Vignette 2: Emergency Services (Whalen et al., 1988)

Next vignette

Cooperative Arrangement

Interaction between an organisational representative (emergency line operator) and a caller conducted on the telephone. Operator and caller are located at different sites. Operator interacts with a computer system. Focus on the difficulties that arise in a situation where the operator is focused on the system information requirements to be provided by the caller. The caller, on the other hand, in attempting to have an ambulance summoned to the incident is shown to be more concerned with the incident (his mother is having difficulty breathing) and as such is not oriented to the informational requirements of the system.

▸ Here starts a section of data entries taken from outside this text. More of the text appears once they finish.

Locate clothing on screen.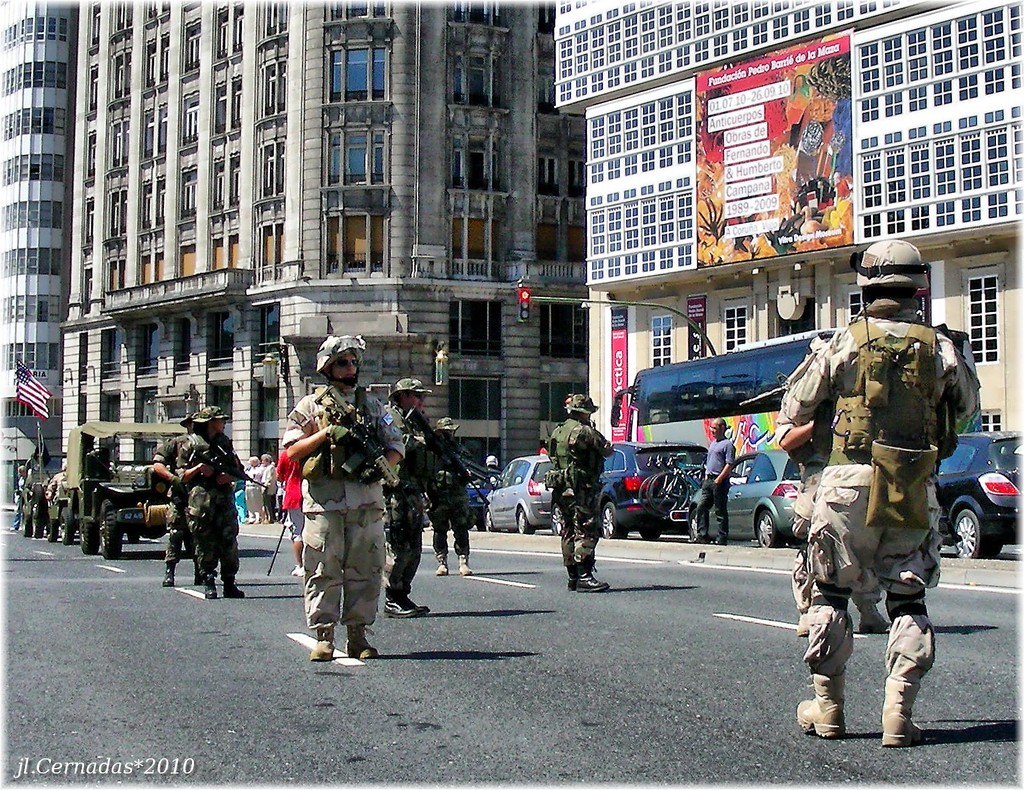
On screen at Rect(257, 462, 279, 513).
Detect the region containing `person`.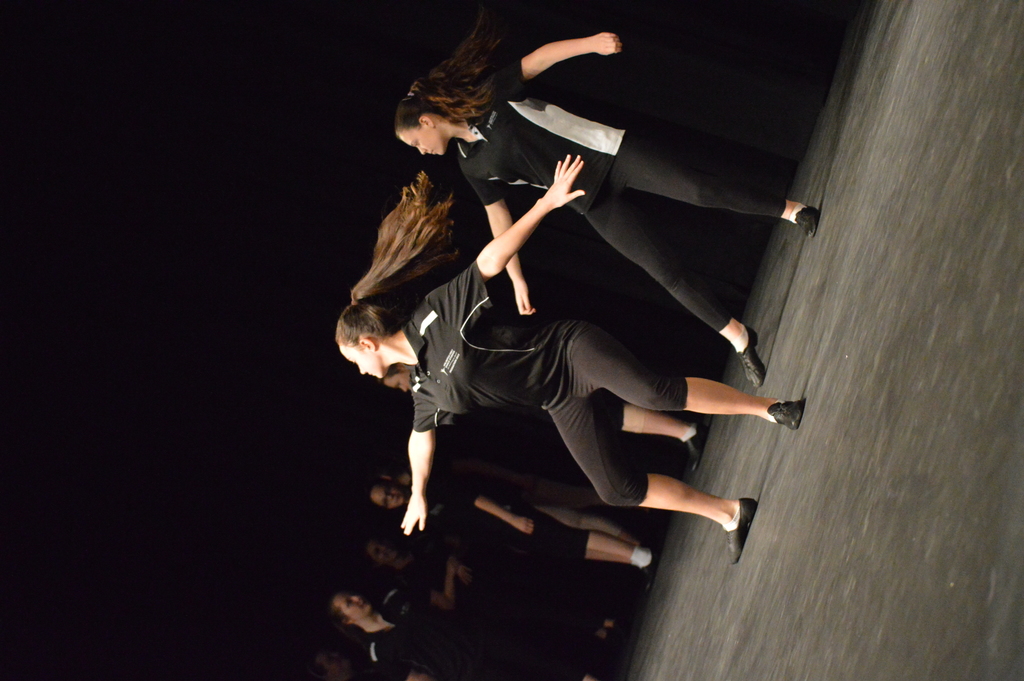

Representation of Activity

Of particular interest, here, is that the emergency phone call operator determine a particular representation of the incident through asking questions of the caller and record these on the system. Particular characterisations of the victims physical state which are recorded determine the type of emergency response that can be provided for the customer. The customer's highly emotional characterisation of an urgent need for assistance is not satisfactory for this purpose and consequently the call becomes lengthy as the operator continues to request information that is not readily supplied leading to a delay in the dispatch of an ambulance. The victim tragically dies before assistance arrives.
 

Ecological Arrangement

Picture: Operator and Computer - Customer.

Coordination Techniques

This situation can be contrasted with the telephone banking situation and can be seen as an anti pattern or a pattern of cooperative interaction that works poorly. Clearly the call differs from telephone banking in that it is clearly a much more emotive subject than the average telephone banking call and that since calls to 911 are unlikely to become routine activities for callers there is not the opportunity for callers to learn what is required over repeated interactions. However, the call is marked by the lack of clear articulation in the operators talk that the questions being asked are system requirements that must be fulfilled if an ambulance is to be dispatched. It is only with the knowledge that the operator is trying to input these details that one can see that the questions implicitly provide details of what the system requires. The operator never explicitly states that they are interacting with a system and that the questions must be answered in order to dispatch the ambulance.
 

Community of Use

Organisation-client interaction between an emergency centre phone operator and a caller.